Saturday, November 03, 2007

The "Unhappy" Neighbor

Every school morning, I send my son to the bus stop on the corner across the street. I stay in the garage since his younger sister is never dressed by the time his bus comes. I originally was carting her across the street to wait for her brother's bus, but she had strep and I thought I might, so in order to not infect the other children and parents, I decided to wait in the garage. Now I do that all the time, as it has removed the stress of all three of us getting ready in time to catch the bus. I also didn't feel right about leaving the premises if my daughter was still asleep or inside playing. My neighbor across the street does the same, she sends her son across the street, while she supervises him crossing the street (which I do too).

I have a neighbor who lives a few houses down. Unlike most stay-at-home moms, she seems to have a great disdain for working mothers. When I used to wait at the bus stop in the morning with my son, she would make comments about her parenting skills since she was a stay-at-home mom. I recall one time she made a big deal about 'as a good parent, she could never leave her children in the care of others'. She loves to talk about her stuff, and sometimes others.

Anyway, this past week, for some reason she just felt the need to begin talking about what I think is an upcoming party. Since I am across the street, she has to talk extremely loud - which she does - for me and my neighbor to hear. She began by saying something about her list, and how the other two mothers who were at the bus stop were on it. I was walking back into my garage to put something away, when she yelled, "but not that one over there on the corner". I stopped, turned around, came back out of the garage and just looked at her with an expression of 'what is wrong with you?' My other neighbor's house is not on corner, so that left me as the obvious person she had been speaking about. At that same moment it dawned on me that the other comments she had practically yelled in the past were about me and my kids. Now mind you this happens before the kids are picked up. So the kids can hear everything, including my son. Lucky for me he is oblivious to her as are all the other kids, except maybe her children.

Later that morning I drove my daughter to her day care center on the way to work. As I was pulling in, I just started to laugh. I was giggling thinking about the pre-high school behavior this neighbor exhibited. Even high school students and some middle school students are past the need for such behavior. I mentioned what happened to my other half, and he pointed out to me that there was an article the other day in the paper about competition between stay-at-home moms and working mothers. Now I am not one who competes against others, I don't need others to 'lose' so I can feel I have won. I have my own goals and I compete against my own internal standards. I prefer heart felt Thank You's to any material token of achievement.

My other half commented that such juvenile behavior was mentioned in the article, as something that tends to happen to some stay-at-home moms who are actually jealous of their working counterparts. I believe that happens to a very small minority. I don't know, if she is jealous per se, since she has no idea of the accolades and respect I have earned from my coworkers, customers and competitors. If she did know, then I could see the jealousy angle. But I really think deep down inside she is very unhappy about her life and for some reason can only feel good about herself by tearing others down. I guess for her, she only feels she wins if she puts someone else down. I hope for her children's sake she recognizes this as a destructive behavior and corrects it.

Competition is not healthy when it requires that you tear someone else
down just to feel good about yourself.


Task item ▸ Find "Identify the location" and "Image resolution: width=1418" in the records below. Copy the lines holding them and every line between, exactly, and no others.

*** Data records Section Begins ***

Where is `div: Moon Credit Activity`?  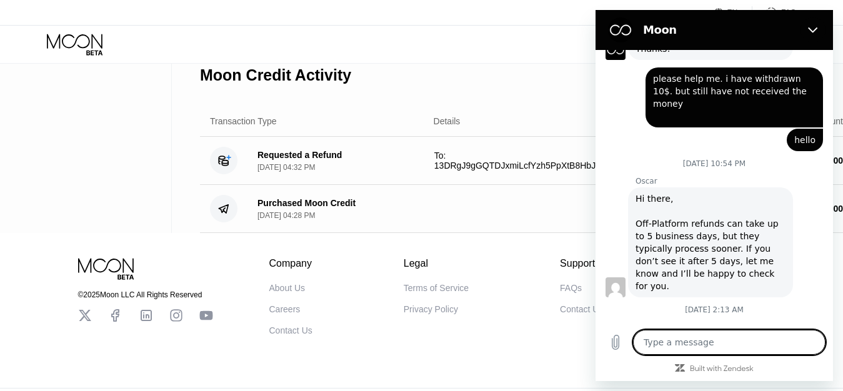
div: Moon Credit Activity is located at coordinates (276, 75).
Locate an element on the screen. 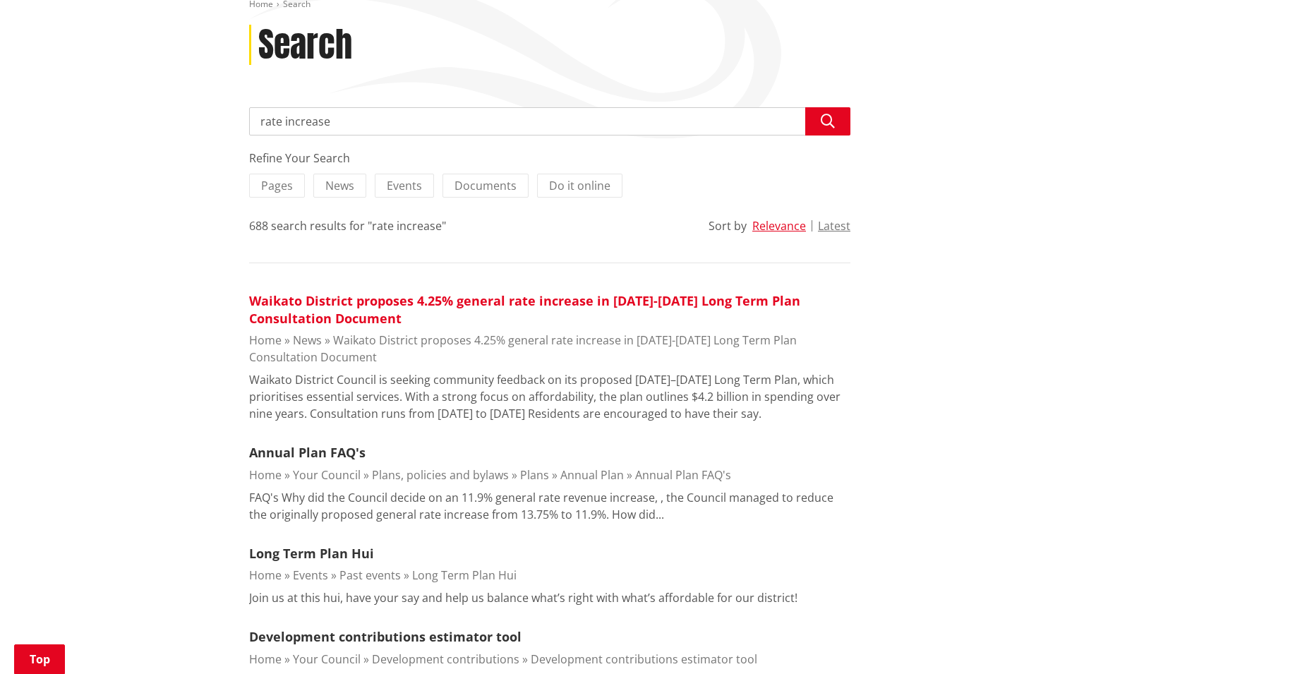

*** Data records Section Ends ***
*** Data records Section Begins ***

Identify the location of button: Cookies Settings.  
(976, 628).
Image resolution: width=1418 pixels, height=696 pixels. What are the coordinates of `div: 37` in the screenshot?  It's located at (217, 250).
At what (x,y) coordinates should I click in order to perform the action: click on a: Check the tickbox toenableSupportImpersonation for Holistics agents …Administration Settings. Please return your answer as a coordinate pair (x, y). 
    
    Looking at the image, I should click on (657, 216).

*** Data records Section Ends ***
*** Data records Section Begins ***

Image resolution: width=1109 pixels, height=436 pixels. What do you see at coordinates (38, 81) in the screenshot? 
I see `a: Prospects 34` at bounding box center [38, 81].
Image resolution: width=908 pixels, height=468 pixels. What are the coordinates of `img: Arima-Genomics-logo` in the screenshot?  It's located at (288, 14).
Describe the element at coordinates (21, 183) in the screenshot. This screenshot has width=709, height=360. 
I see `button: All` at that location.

*** Data records Section Ends ***

Reply ▸
Identify the location of button: Cookies Settings.  
(976, 628).
Image resolution: width=1418 pixels, height=696 pixels. What are the coordinates of `div: 37` in the screenshot?  It's located at (217, 250).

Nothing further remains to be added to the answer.